The growth of my greenhouse tomato plants is prolific, however the fruit production is low and many flowers just fall off the plant. I first had a few screened sections to hopefully let bees in. This weekend, I removed all glass panels on the front section. What can I do to get more fruit?
You could try hand pollinating by shaking the flowers periodically. Commercial growers sometimes use electric vibrators to improve pollination in greenhouses, but bumblebees are also used. For a small greenhouse shaking should be adequate.
This thread Buzz pollination for coffee blossoms? | UBC Botanical Garden Forums on buzz pollination may be of interest.
Also remove all of the lower foliage (below the first set of blooms), these large branchlets only deter from developing large and abundant fruit set. And continue to prune these "leaves" over the course of the growing season… for a visual...imagine having just leaves at the very top of the plant, and a long bare stock with the fruit below…. see Windset in Ladner......
Pruning Tomatoes is a matter of personal preference. I have never seen more abundant and better quality tomato crop than in this (unpruned) garden: http://kootenaygardening.com/garden_vegetable_heirloom.htm
I agree with Sundrop. I only prune off the leaves that are below the lowest fruiting spur with unripe tomatoes, my reasoning being that the more leaves on the plant, the more sugar produced by photosynthesis for fruit ripening. This tactic always yields a good crop, although I haven't tried anything scientific, like a side-by-side comparison with pruned plants. I only do this limited pruning for staked tomatoes. The indeterminate ones in cages are not pruned at all.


[The problem] The records follow. Copy them exactly, but omit the pictures.

○ ○ ○ ○ ○

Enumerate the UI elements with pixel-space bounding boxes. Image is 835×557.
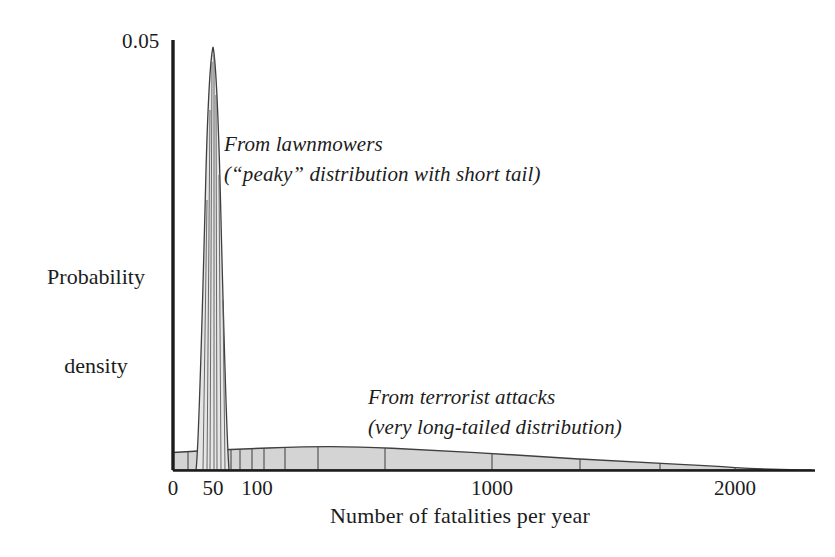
x-tick-label-50: 50 xyxy=(203,476,224,501)
annotation-terrorist-line-2: (very long-tailed distribution) xyxy=(368,413,622,443)
x-tick-label-0: 0 xyxy=(168,476,179,501)
y-axis-title-line-2: density xyxy=(28,351,164,381)
figure-container: 0.05 Probability density 0 50 100 1000 2… xyxy=(0,0,835,557)
annotation-terrorist-attacks: From terrorist attacks (very long-tailed… xyxy=(368,383,622,443)
y-axis-title-line-1: Probability xyxy=(28,262,164,292)
x-axis-title: Number of fatalities per year xyxy=(330,502,590,530)
annotation-terrorist-line-1: From terrorist attacks xyxy=(368,383,622,413)
y-axis-max-tick-label: 0.05 xyxy=(122,28,160,55)
y-axis-title: Probability density xyxy=(28,203,164,441)
annotation-lawnmowers: From lawnmowers (“peaky” distribution wi… xyxy=(224,130,540,190)
x-tick-label-1000: 1000 xyxy=(471,476,513,501)
x-tick-label-100: 100 xyxy=(241,476,273,501)
x-tick-label-2000: 2000 xyxy=(714,476,756,501)
annotation-lawnmowers-line-2: (“peaky” distribution with short tail) xyxy=(224,160,540,190)
annotation-lawnmowers-line-1: From lawnmowers xyxy=(224,130,540,160)
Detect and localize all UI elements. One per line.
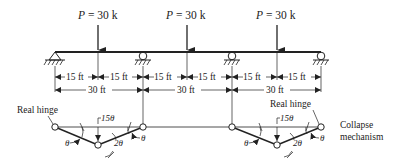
caption-line-2: mechanism: [340, 132, 384, 142]
right-real-hinge-icon: [318, 124, 324, 130]
angle-2theta-left: 2θ: [114, 138, 124, 148]
span-label-1: 30 ft: [88, 85, 106, 95]
angle-theta-right-1: θ: [244, 138, 249, 148]
left-support-hinge-icon: [140, 124, 146, 130]
dim-label-1: 15 ft: [66, 72, 84, 82]
real-hinge-label-right: Real hinge: [270, 99, 311, 109]
pin-support-icon: [44, 52, 65, 65]
dim-label-2: 15 ft: [110, 72, 128, 82]
roller-support-3-icon: [313, 52, 329, 65]
collapse-mechanism-diagram: P = 30 k P = 30 k P = 30 k: [0, 0, 401, 166]
real-hinge-leader-right: [313, 110, 319, 124]
deflection-label-left: 15θ: [101, 113, 115, 123]
dim-label-3: 15 ft: [154, 72, 172, 82]
right-plastic-hinge-icon: [274, 142, 280, 148]
half-span-dimensions: 15 ft 15 ft 15 ft 15 ft 15 ft 15 ft: [55, 72, 321, 82]
deflection-label-right: 15θ: [280, 113, 294, 123]
roller-support-2-icon: [224, 52, 240, 65]
roller-support-1-icon: [135, 52, 151, 65]
load-label-1: P = 30 k: [77, 9, 118, 21]
span-dimensions: 30 ft 30 ft 30 ft: [55, 85, 321, 95]
real-hinge-label-left: Real hinge: [17, 105, 58, 115]
load-arrows: [98, 25, 277, 50]
right-support-hinge-icon: [229, 124, 235, 130]
dim-label-4: 15 ft: [198, 72, 216, 82]
load-label-3: P = 30 k: [255, 9, 296, 21]
load-labels: P = 30 k P = 30 k P = 30 k: [77, 9, 296, 21]
left-real-hinge-icon: [52, 124, 58, 130]
span-label-2: 30 ft: [177, 85, 195, 95]
angle-2theta-right: 2θ: [293, 138, 303, 148]
annotations: Real hinge Real hinge Collapse mechanism: [17, 99, 384, 142]
angle-theta-left-2: θ: [141, 133, 146, 143]
real-hinge-leader-left: [48, 116, 53, 124]
left-plastic-hinge-icon: [95, 142, 101, 148]
left-span-mechanism: 15θ θ 2θ θ: [52, 113, 146, 158]
load-label-2: P = 30 k: [165, 9, 206, 21]
right-span-mechanism: 15θ θ 2θ θ: [229, 113, 325, 158]
dim-label-6: 15 ft: [288, 72, 306, 82]
caption-line-1: Collapse: [340, 120, 373, 130]
angle-theta-left-1: θ: [65, 138, 70, 148]
span-label-3: 30 ft: [266, 85, 284, 95]
dim-label-5: 15 ft: [243, 72, 261, 82]
angle-theta-right-2: θ: [320, 133, 325, 143]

○ ○ ○ ○ ○

[Expected answer]
Enumerate the UI elements with pixel-space bounding boxes. Image is 835×557.
x-tick-label-50: 50 xyxy=(203,476,224,501)
annotation-terrorist-line-2: (very long-tailed distribution) xyxy=(368,413,622,443)
x-tick-label-0: 0 xyxy=(168,476,179,501)
y-axis-title-line-2: density xyxy=(28,351,164,381)
figure-container: 0.05 Probability density 0 50 100 1000 2… xyxy=(0,0,835,557)
annotation-terrorist-attacks: From terrorist attacks (very long-tailed… xyxy=(368,383,622,443)
y-axis-title-line-1: Probability xyxy=(28,262,164,292)
x-axis-title: Number of fatalities per year xyxy=(330,502,590,530)
annotation-terrorist-line-1: From terrorist attacks xyxy=(368,383,622,413)
y-axis-max-tick-label: 0.05 xyxy=(122,28,160,55)
y-axis-title: Probability density xyxy=(28,203,164,441)
annotation-lawnmowers: From lawnmowers (“peaky” distribution wi… xyxy=(224,130,540,190)
x-tick-label-1000: 1000 xyxy=(471,476,513,501)
x-tick-label-100: 100 xyxy=(241,476,273,501)
x-tick-label-2000: 2000 xyxy=(714,476,756,501)
annotation-lawnmowers-line-2: (“peaky” distribution with short tail) xyxy=(224,160,540,190)
annotation-lawnmowers-line-1: From lawnmowers xyxy=(224,130,540,160)
Detect and localize all UI elements. One per line.
caption-line-2: mechanism: [340, 132, 384, 142]
right-real-hinge-icon: [318, 124, 324, 130]
angle-2theta-left: 2θ: [114, 138, 124, 148]
span-label-1: 30 ft: [88, 85, 106, 95]
angle-theta-right-1: θ: [244, 138, 249, 148]
left-support-hinge-icon: [140, 124, 146, 130]
dim-label-1: 15 ft: [66, 72, 84, 82]
real-hinge-label-right: Real hinge: [270, 99, 311, 109]
pin-support-icon: [44, 52, 65, 65]
dim-label-2: 15 ft: [110, 72, 128, 82]
roller-support-3-icon: [313, 52, 329, 65]
collapse-mechanism-diagram: P = 30 k P = 30 k P = 30 k: [0, 0, 401, 166]
real-hinge-leader-right: [313, 110, 319, 124]
deflection-label-left: 15θ: [101, 113, 115, 123]
dim-label-3: 15 ft: [154, 72, 172, 82]
right-plastic-hinge-icon: [274, 142, 280, 148]
half-span-dimensions: 15 ft 15 ft 15 ft 15 ft 15 ft 15 ft: [55, 72, 321, 82]
deflection-label-right: 15θ: [280, 113, 294, 123]
roller-support-2-icon: [224, 52, 240, 65]
roller-support-1-icon: [135, 52, 151, 65]
load-label-1: P = 30 k: [77, 9, 118, 21]
span-dimensions: 30 ft 30 ft 30 ft: [55, 85, 321, 95]
real-hinge-label-left: Real hinge: [17, 105, 58, 115]
load-arrows: [98, 25, 277, 50]
right-support-hinge-icon: [229, 124, 235, 130]
dim-label-4: 15 ft: [198, 72, 216, 82]
load-label-3: P = 30 k: [255, 9, 296, 21]
load-labels: P = 30 k P = 30 k P = 30 k: [77, 9, 296, 21]
left-real-hinge-icon: [52, 124, 58, 130]
span-label-2: 30 ft: [177, 85, 195, 95]
angle-2theta-right: 2θ: [293, 138, 303, 148]
annotations: Real hinge Real hinge Collapse mechanism: [17, 99, 384, 142]
angle-theta-left-2: θ: [141, 133, 146, 143]
real-hinge-leader-left: [48, 116, 53, 124]
left-plastic-hinge-icon: [95, 142, 101, 148]
left-span-mechanism: 15θ θ 2θ θ: [52, 113, 146, 158]
load-label-2: P = 30 k: [165, 9, 206, 21]
right-span-mechanism: 15θ θ 2θ θ: [229, 113, 325, 158]
dim-label-6: 15 ft: [288, 72, 306, 82]
caption-line-1: Collapse: [340, 120, 373, 130]
angle-theta-left-1: θ: [65, 138, 70, 148]
span-label-3: 30 ft: [266, 85, 284, 95]
dim-label-5: 15 ft: [243, 72, 261, 82]
angle-theta-right-2: θ: [320, 133, 325, 143]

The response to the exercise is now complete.